More important, and most revealing, this ahistorical approach explicitly denies that we are obligated to the past or to the future. It is a philosophy that would permit an individual to raze a great estate descended from generations past and owed to generations hence on the grounds that doing so is convenient right now. The Constitution does not bind us because generations can obligate one another, but rather because it is justifiable to us right now.

And crucially, it must be justified to each of us individually, not to a political community. This leaves little room for the possibility that the individual standing alone at one point in time may lack the wisdom to assess the fullness of natural rights, justice or even the best mechanical workings of a Constitution. That is partly because information is imperfect and, in the infinite complexity of society, accretes slowly, across generations. It is partly because man is a political animal, naturally equipped to pursue justice in society—whose mechanisms are inherently coercive—not excerpted from it.

But it is mostly because man is fallen and immersed in imperfection, which brings us to the philosophy of jurisprudence Justice Scalia embraced: original meaning tinged with deference to political institutions and tradition.

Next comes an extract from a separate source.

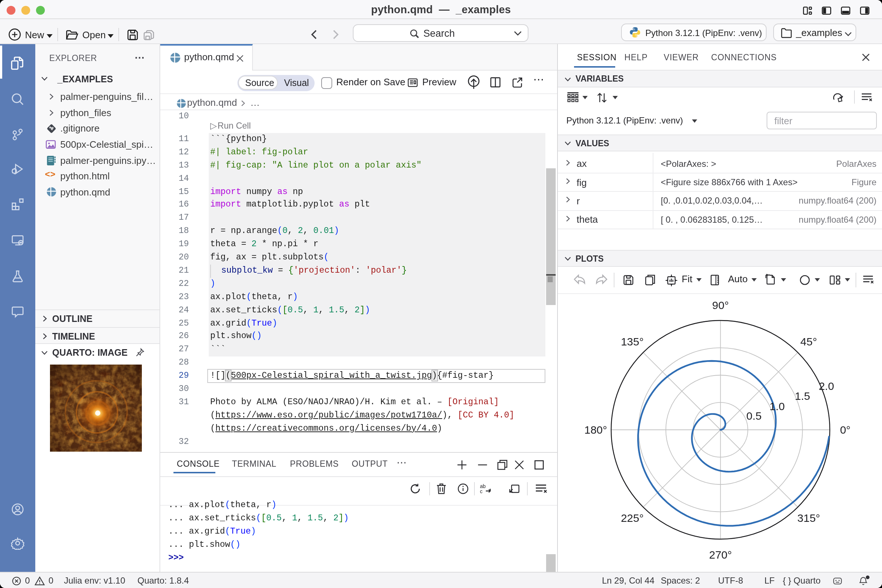 The width and height of the screenshot is (882, 588). What do you see at coordinates (481, 491) in the screenshot?
I see `svg-text: c` at bounding box center [481, 491].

To say, as he did, that the Constitution as written is binding because one generation (and amending generations) endorsed it and it had not been changed is to acknowledge that, as Burke wrote and as Joel Alicea has emphasized, society exists and obligates over time rather than solely at current moments in time.

Madison, too, acknowledged as much in telling Jefferson that the improvements the dead made on the earth could bind the living, and in affirming the constitutionality of the National Bank on the grounds that Americans had assented to it for a generation.

It is certainly true that we can draw on the past, from Cicero to Aquinas, in attempting to ascertain natural law. But for judges to deliver it by decree, and to justify the Constitution to ourselves by the extent to which they do so, is still to measure our law in instants, not generations, and by individuals, not communities.

To defer, with Justice Scalia, to the Constitutional text as authoritative because the past—and the duty to transmit it to the future—can bind us, by contrast, is to acknowledge the limits of our own reason. Deferring to tradition in Constitutional interpretation—as he did on issues ranging from parental rights to moral disputes—is based on similar premises. Thus Scalia:

The provisions of the Bill of Rights were designed to restrain transient majorities from impairing long-recognized personal liberties. They did not create by implication novel individual rights overturning accepted political norms. Thus, when a practice not expressly prohibited by the text of the Bill of Rights bears the endorsement of a long tradition of open, widespread, and unchallenged use that dates back to the beginning of the Republic, we have no proper basis for striking it down. Such a venerable and accepted tradition is not to be laid on the examining table and scrutinized for its conformity to some abstract principle of First-Amendment adjudication devised by this Court. To the contrary, such traditions are themselves the stuff out of which the Court’s principles are to be formed.

We cannot discover the fullness of justice as isolated individuals at isolated moments. Human reason, to say nothing of the human soul, simply is not equipped for the task. To suggest otherwise is to flirt with unlimited claims for human reason. Experiments have been staked on such claims before. Conservatives do not typically associate with them.